OBJECTIVE: Randomized clinical trials show that subcutaneous semaglutide is modestly superior to dulaglutide in reducing HbA1c and body weight, but no trial has compared their effectiveness on hard cardiovascular outcomes. This study aimed to examine whether semaglutide and dulaglutide differ in cardiovascular effectiveness.
RESEARCH DESIGN AND METHODS: This new-user, active-comparator cohort study used nationwide population-based Danish healthcare data to emulate a target trial of adults with type 2 diabetes receiving standard care who initiated subcutaneous semaglutide compared with dulaglutide. Up to five semaglutide initiators were matched to one dulaglutide initiator on a propensity score estimated from 52 variables. The outcome was a major adverse cardiovascular event (MACE), including myocardial infarction, ischemic stroke, heart failure, coronary revascularization, and cardiovascular death. In per-protocol analyses, Aalen-Johansen estimates were used to calculate risks, risk differences, and risk ratios at 3 years, accounting for informative censoring at nonadherence to the assigned treatment via time-varying inverse probability of censoring weights.
RESULTS: The semaglutide group included 2535 individuals, and the dulaglutide group 569 (median age [IQR], 61 [52-71] years; 1105 female individuals [36%]). Within 3 years, the risk of MACE was 6.0% (95% CI, 4.5%-7.8%) in the semaglutide group and 6.2% (95% CI, 4.0%-8.9%) in the dulaglutide group, corresponding to a risk difference of -0.2% (95% CI, -3.2% to 2.8%) and a risk ratio of 0.97 (95% CI, 0.59-1.61).
CONCLUSIONS: This target trial emulation did not provide evidence for a substantial difference in cardiovascular outcomes between individuals with type 2 diabetes initiating semaglutide and dulaglutide.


[What you are asked to do]: Take the line with "Probe for *woman*." as the first line and the last line of the data as the final one. Write out those lines exactly, and no others.

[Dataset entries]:
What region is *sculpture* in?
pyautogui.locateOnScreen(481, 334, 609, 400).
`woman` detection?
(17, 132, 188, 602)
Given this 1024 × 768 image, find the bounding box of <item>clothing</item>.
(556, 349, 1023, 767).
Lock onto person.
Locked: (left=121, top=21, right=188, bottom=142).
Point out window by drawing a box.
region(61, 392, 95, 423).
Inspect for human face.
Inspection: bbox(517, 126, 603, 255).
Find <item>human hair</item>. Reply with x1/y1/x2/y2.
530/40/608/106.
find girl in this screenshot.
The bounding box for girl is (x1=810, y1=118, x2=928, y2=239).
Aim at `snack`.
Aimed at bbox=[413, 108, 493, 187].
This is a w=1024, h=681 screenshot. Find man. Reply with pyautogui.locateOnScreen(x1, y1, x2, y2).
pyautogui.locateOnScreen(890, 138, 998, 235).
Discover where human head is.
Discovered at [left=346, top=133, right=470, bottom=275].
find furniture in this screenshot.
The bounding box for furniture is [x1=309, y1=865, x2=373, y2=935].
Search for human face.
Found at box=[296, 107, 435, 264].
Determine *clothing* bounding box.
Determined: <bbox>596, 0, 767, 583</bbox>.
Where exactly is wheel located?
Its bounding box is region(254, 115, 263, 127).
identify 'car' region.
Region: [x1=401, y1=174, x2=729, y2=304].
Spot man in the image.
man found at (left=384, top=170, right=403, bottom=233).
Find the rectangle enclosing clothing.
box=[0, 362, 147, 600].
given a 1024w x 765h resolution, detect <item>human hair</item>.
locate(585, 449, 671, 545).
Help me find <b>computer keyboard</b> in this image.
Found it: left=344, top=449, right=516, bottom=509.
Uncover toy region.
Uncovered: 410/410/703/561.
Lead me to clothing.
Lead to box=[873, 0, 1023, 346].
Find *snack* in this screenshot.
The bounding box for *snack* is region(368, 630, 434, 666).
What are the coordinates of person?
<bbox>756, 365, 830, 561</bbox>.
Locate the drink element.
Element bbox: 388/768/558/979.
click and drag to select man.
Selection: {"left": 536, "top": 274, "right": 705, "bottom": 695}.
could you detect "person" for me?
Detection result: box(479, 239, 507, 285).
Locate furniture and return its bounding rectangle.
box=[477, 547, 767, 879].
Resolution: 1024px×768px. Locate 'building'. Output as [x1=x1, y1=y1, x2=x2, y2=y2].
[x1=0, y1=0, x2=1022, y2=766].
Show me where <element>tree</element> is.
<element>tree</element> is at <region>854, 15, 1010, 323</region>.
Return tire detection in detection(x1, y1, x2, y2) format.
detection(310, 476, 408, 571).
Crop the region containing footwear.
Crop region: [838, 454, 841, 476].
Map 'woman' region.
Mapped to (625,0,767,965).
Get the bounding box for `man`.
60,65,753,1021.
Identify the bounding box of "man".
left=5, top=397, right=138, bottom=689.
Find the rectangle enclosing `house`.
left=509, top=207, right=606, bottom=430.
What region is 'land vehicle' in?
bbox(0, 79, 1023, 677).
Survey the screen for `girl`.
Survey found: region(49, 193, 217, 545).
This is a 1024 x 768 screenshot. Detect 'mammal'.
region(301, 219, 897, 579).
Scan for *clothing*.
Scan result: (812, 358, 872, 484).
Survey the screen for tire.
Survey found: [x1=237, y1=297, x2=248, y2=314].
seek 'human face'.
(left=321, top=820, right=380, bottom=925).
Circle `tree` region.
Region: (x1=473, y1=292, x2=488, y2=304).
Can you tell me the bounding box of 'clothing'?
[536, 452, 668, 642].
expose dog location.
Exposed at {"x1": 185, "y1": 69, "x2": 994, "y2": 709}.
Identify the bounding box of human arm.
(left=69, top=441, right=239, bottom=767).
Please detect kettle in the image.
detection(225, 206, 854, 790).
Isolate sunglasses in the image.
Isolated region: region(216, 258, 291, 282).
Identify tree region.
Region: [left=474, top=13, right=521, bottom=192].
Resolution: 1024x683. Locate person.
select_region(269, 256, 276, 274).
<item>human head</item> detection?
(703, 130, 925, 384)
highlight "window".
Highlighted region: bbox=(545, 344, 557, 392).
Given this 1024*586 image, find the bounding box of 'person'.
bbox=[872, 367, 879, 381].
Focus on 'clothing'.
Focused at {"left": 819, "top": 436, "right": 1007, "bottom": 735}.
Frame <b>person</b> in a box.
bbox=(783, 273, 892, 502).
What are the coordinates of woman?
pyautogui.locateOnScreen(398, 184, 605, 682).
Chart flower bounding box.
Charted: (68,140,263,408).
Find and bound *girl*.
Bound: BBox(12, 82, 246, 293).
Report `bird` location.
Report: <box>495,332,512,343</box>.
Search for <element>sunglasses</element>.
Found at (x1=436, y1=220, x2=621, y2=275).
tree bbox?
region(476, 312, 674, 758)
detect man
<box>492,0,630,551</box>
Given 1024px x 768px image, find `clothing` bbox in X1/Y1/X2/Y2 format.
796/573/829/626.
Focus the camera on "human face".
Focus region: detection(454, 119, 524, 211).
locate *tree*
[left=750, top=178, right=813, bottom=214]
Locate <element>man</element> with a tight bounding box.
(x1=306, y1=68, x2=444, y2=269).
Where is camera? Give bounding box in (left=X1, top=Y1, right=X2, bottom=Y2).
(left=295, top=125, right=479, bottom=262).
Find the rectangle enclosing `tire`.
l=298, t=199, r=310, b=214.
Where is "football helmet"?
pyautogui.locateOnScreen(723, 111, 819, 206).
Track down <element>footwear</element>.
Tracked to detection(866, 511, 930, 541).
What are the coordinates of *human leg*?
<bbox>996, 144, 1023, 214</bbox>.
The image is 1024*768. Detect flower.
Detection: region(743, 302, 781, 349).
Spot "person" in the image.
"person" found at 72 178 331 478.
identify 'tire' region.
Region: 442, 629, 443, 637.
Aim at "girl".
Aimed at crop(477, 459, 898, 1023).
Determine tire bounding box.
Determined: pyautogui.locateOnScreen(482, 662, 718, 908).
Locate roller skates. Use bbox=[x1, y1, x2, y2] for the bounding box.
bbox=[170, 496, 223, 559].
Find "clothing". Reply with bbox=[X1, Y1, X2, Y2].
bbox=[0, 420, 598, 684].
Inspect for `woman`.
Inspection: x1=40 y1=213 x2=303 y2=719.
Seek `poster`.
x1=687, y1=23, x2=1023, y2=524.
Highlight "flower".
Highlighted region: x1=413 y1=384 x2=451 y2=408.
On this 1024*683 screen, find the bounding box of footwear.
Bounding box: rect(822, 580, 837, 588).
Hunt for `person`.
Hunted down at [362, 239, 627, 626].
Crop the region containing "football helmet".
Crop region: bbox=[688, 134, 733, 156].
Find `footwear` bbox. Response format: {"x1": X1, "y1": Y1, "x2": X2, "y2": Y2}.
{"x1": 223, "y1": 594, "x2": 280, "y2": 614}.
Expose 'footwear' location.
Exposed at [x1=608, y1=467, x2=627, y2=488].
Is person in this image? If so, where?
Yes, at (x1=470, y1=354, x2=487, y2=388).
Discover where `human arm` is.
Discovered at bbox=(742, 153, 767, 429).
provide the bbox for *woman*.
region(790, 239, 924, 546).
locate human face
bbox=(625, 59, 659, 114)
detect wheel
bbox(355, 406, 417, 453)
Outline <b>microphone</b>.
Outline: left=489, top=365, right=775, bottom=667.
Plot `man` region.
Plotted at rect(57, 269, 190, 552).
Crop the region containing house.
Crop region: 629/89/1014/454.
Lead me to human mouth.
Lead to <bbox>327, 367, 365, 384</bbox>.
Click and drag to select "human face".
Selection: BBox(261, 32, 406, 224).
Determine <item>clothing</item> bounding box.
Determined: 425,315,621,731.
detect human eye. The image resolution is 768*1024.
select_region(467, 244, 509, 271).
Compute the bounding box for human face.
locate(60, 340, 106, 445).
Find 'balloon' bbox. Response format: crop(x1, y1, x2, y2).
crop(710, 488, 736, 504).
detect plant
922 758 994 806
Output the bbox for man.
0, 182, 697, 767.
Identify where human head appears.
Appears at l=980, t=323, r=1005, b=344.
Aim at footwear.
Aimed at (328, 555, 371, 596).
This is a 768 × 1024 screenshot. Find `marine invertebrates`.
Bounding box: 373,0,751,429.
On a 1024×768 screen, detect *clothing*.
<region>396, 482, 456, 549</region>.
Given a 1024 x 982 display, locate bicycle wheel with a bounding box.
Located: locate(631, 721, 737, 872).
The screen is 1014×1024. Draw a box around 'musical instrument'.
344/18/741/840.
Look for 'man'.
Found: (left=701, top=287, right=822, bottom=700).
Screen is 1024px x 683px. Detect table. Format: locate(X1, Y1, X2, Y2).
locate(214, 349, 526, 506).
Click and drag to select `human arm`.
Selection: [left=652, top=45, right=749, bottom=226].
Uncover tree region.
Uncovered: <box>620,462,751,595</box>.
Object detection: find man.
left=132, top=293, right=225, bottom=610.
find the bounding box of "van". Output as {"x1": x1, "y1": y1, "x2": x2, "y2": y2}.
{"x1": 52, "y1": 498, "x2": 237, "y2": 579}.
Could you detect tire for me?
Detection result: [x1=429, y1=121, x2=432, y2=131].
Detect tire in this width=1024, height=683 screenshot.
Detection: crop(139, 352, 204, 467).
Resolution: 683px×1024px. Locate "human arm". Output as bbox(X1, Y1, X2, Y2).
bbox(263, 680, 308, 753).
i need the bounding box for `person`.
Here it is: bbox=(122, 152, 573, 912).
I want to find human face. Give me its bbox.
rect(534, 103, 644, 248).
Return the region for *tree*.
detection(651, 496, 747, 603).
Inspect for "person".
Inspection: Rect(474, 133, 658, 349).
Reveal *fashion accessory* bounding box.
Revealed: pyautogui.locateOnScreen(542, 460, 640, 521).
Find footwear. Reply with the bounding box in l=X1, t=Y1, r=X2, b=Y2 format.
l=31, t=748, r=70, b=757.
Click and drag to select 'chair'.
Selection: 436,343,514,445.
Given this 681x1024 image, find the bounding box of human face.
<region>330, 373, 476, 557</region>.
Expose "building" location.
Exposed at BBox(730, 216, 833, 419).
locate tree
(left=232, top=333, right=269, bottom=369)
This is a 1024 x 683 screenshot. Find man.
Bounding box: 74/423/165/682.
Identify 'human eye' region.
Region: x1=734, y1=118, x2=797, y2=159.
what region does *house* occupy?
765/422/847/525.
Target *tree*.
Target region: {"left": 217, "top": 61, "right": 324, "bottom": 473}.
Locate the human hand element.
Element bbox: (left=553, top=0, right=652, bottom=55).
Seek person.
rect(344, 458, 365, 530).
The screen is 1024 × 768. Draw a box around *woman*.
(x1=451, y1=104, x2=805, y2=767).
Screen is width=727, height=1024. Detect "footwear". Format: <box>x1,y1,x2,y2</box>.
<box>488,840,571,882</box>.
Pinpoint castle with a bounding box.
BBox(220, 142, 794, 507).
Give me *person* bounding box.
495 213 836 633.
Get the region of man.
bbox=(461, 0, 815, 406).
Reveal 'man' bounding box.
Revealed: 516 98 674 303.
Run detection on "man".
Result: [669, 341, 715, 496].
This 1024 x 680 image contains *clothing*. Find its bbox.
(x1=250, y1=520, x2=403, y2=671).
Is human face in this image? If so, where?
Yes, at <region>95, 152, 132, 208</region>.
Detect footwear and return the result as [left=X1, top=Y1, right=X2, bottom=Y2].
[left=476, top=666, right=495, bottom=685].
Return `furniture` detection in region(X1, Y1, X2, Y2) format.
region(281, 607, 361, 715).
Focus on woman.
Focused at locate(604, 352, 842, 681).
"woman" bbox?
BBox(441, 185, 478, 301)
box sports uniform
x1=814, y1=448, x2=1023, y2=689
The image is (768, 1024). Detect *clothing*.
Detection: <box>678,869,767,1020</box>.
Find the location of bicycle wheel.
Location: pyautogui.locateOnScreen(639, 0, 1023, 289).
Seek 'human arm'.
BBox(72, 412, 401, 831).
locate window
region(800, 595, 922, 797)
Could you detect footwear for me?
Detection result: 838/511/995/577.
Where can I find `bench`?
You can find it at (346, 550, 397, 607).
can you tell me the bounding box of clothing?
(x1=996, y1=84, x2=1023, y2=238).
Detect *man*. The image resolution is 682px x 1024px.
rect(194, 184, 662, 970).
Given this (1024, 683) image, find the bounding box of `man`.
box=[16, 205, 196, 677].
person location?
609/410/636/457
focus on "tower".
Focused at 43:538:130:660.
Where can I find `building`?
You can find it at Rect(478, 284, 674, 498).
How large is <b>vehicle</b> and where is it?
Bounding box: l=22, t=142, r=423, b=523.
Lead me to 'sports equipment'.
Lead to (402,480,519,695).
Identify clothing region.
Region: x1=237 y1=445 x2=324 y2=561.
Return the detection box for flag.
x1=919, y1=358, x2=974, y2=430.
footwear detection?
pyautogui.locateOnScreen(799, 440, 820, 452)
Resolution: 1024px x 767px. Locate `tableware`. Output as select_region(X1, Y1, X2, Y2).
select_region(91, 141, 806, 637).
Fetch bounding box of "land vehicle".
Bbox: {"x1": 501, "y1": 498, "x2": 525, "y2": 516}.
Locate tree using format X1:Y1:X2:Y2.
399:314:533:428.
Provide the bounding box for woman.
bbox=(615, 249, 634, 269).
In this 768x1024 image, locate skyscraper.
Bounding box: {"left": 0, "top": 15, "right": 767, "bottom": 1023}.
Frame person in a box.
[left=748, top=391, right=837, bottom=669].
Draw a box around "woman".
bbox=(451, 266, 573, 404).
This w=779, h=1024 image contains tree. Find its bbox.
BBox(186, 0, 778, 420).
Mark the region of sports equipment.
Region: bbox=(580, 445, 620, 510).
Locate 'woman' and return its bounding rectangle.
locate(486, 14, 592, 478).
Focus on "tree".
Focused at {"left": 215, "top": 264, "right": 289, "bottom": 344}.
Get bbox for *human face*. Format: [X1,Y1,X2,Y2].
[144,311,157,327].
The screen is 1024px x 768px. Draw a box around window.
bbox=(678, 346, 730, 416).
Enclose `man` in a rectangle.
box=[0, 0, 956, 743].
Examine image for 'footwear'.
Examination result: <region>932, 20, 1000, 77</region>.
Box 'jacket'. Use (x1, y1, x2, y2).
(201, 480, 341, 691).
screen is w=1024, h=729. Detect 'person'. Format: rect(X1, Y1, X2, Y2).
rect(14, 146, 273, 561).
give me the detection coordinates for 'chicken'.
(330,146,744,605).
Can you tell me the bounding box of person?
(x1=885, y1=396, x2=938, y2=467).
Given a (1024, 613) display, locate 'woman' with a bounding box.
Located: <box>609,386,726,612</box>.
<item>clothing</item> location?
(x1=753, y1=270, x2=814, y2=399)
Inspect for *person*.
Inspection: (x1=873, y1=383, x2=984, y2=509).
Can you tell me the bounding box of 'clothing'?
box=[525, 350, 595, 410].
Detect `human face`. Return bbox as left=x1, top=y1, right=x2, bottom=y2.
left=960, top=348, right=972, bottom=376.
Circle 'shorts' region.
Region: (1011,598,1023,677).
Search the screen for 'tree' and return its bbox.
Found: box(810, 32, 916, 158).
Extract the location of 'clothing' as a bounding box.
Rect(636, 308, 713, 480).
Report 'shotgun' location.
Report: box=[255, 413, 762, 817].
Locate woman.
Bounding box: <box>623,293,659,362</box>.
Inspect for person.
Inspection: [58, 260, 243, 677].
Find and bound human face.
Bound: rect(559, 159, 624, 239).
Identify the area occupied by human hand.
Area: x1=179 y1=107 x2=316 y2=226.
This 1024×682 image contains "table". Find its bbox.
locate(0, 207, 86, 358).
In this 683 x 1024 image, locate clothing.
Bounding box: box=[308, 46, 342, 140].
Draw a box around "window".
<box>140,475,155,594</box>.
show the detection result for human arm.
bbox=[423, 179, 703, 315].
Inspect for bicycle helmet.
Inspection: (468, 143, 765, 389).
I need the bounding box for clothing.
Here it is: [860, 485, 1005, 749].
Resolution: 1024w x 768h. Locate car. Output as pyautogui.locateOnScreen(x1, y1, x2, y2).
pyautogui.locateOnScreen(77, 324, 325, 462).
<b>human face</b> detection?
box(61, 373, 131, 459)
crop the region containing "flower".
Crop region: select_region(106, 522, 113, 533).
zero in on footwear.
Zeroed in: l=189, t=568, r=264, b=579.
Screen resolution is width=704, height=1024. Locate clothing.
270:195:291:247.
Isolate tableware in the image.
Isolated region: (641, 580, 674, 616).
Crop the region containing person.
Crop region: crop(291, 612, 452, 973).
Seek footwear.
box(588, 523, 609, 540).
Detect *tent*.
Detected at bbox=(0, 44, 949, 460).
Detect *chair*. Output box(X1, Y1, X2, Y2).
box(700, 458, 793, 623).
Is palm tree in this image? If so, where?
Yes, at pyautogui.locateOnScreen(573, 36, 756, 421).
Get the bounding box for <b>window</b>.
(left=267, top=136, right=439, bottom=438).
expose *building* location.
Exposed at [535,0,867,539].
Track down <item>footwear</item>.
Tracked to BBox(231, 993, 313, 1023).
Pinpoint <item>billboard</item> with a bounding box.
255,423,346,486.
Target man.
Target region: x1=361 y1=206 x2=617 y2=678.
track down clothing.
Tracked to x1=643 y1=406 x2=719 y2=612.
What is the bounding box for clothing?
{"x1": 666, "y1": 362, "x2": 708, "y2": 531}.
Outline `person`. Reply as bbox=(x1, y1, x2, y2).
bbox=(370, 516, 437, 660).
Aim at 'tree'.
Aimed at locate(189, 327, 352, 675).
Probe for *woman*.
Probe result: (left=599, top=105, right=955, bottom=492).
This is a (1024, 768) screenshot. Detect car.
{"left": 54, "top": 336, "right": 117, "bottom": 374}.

[Answer below]:
Probe for *woman*.
Probe result: (left=599, top=105, right=955, bottom=492).
This is a (1024, 768) screenshot. Detect car.
{"left": 54, "top": 336, "right": 117, "bottom": 374}.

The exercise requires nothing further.